Anish KapoorGallerie dell’AccademiaApril 20—October 9
Anish Kapoor Black Within Me (2021). Photo Dave Morgan © Anish Kapoor. All rights reserved SIAE, 2021
Curated by director of the Rijksmuseum Taco Dibbits, this retrospective of Kapoor promises to be one of 2022’s blockbusters. “It is a huge honour to be invited to engage with the collections at the Gallerie dell’Accademia in Venice; perhaps one of the finest collections of classical painting anywhere in the world,” said Kapoor. “All art must engage with what went before.” His unmistakable works will sit alongside the existing collection.
“The Milk of Dreams”The Venice BiennaleApril 23—November 27
Venice’s Basilica of San Maria de Salute and a gondolier at sunset. Photo by Michel Baret/Gamma-Rapho via Getty Images.
We have waited long enough! The postponed Venice Biennale of 2020 looks like it is finally happening. “Under the increasingly invasive pressure of technology, the boundaries between bodies and objects have been utterly transformed, bringing about profound mutations that remap subjectivities, hierarchies, and anatomies,” reads the statement from curator Cecelia Alemani. The central exhibition will be based around The Milk of Dreams, a book by surrealist artist Leonora Carrington.
Tony Cokes: ”Some Munich Moments 1937-1972″Haus der Kunst, MunichJune 10–October 23
Tony Cokes. Photo: Stan Narten
Tony Cokes will have his first solo exhibition at Munich’s historic Haus der Kunst this summer, in a collaboration with Kunstverein München nearby. Cokes plans to present newly commissioned works called ”Some Munich Moments 1937-1972″ that will be presented at both institutions and in the public spaces between them. Cokes’s video essays, which are often text-based, focus on the African American experience, racism, and capitalism.
‘I Call It Art’National Museum, OsloJune 11, 2022
Oslo’s new National Museum.
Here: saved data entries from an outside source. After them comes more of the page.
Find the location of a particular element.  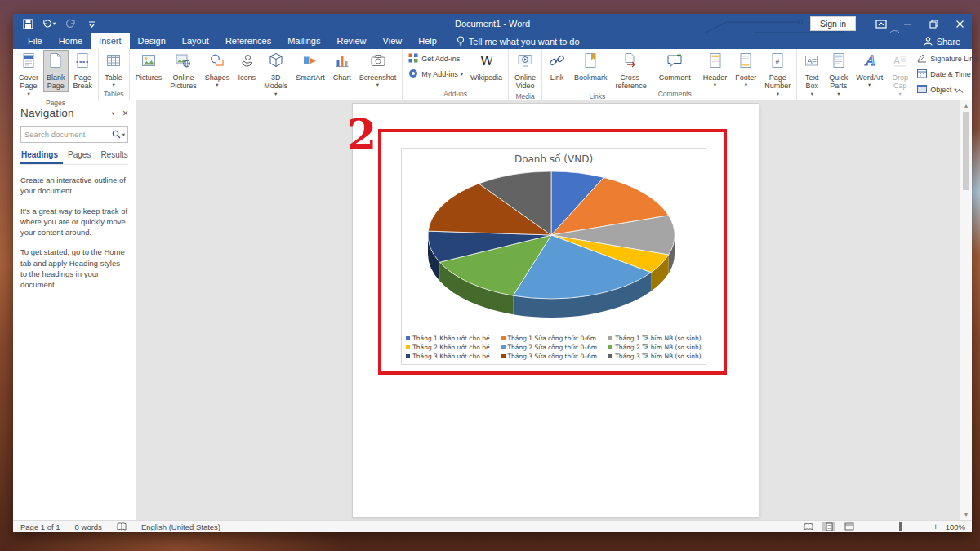

zoom-in-button: + is located at coordinates (936, 527).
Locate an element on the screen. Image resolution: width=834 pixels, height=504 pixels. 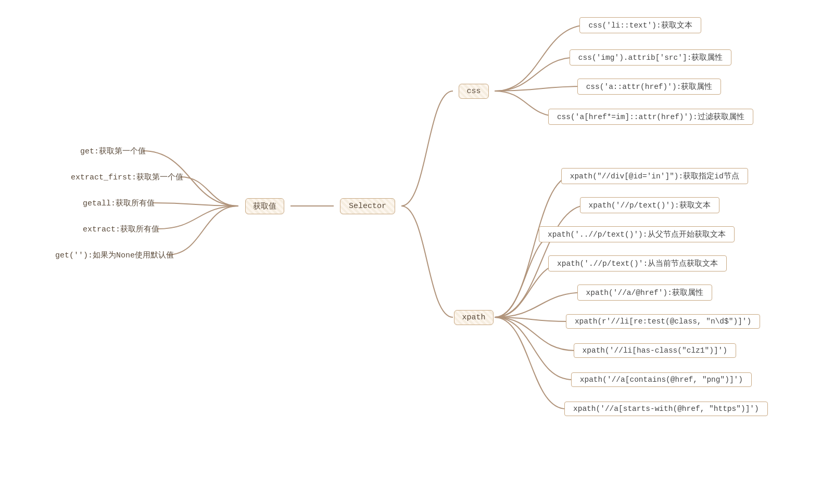
node-xpath: xpath is located at coordinates (474, 317).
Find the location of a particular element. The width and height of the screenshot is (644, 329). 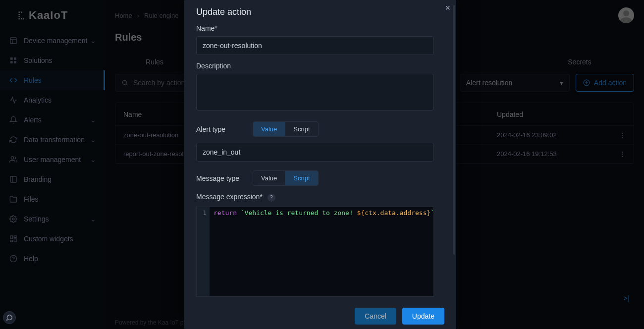

name-input is located at coordinates (315, 46).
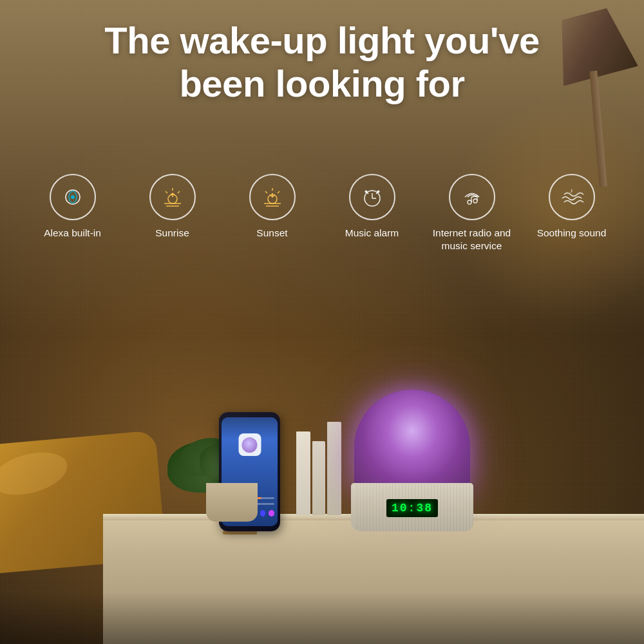  What do you see at coordinates (372, 197) in the screenshot?
I see `alarm-icon` at bounding box center [372, 197].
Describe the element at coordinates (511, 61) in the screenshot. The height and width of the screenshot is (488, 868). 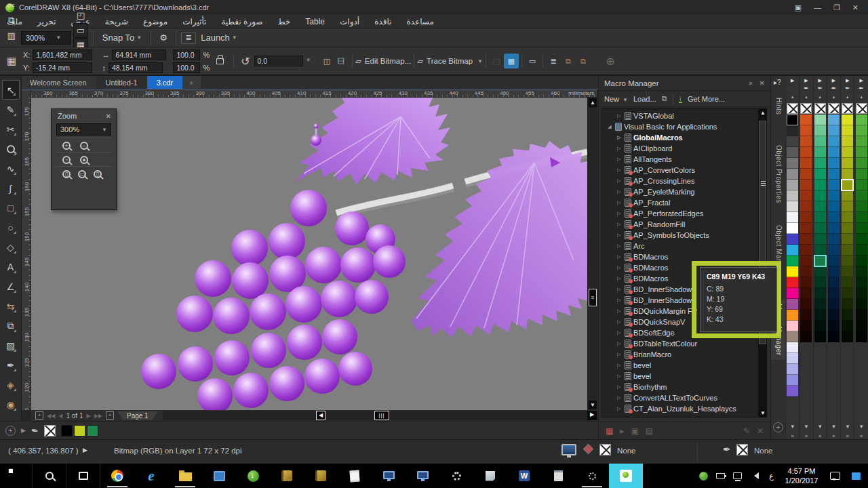
I see `resample-bitmap-icon: ▦` at that location.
Photo: Borre Hostland.
The National Museum in Oslo is set to be Scandinavia’s biggest art institution when it opens this June. Featuring more than 150 artists and collectives, “I Call It Art” is one of the inaugural exhibitions of the long-awaited Norwegian institution. The show takes stock of contemporary art in Norway, while asking the age-old question of “What is good art?”. It answers this by featuring recent works from Norway, ranging from paintings and installations to video works that were selected via open call.
Documenta FifteenVarious Locations, KasselJune 18–September 25
© documenta fifteen 2022
Documenta will be helmed by ruangrupa, a collective of artists and creatives from Jakarta, Indonesia. The concept of lumbung, meaning “rice barn” in Indonesian and referring to crops stored as a common resource for future use, drives the exhibition. “For documenta fifteen, we will focus on art practices that depend on accumulations of value in time, knowledge, and dissemination. How can we invest in those types of practices? What does investment mean?” Already, the curators are thinking differently about what an exhibition should do for the public: they announced their first artist list in a local magazine that benefits the homeless.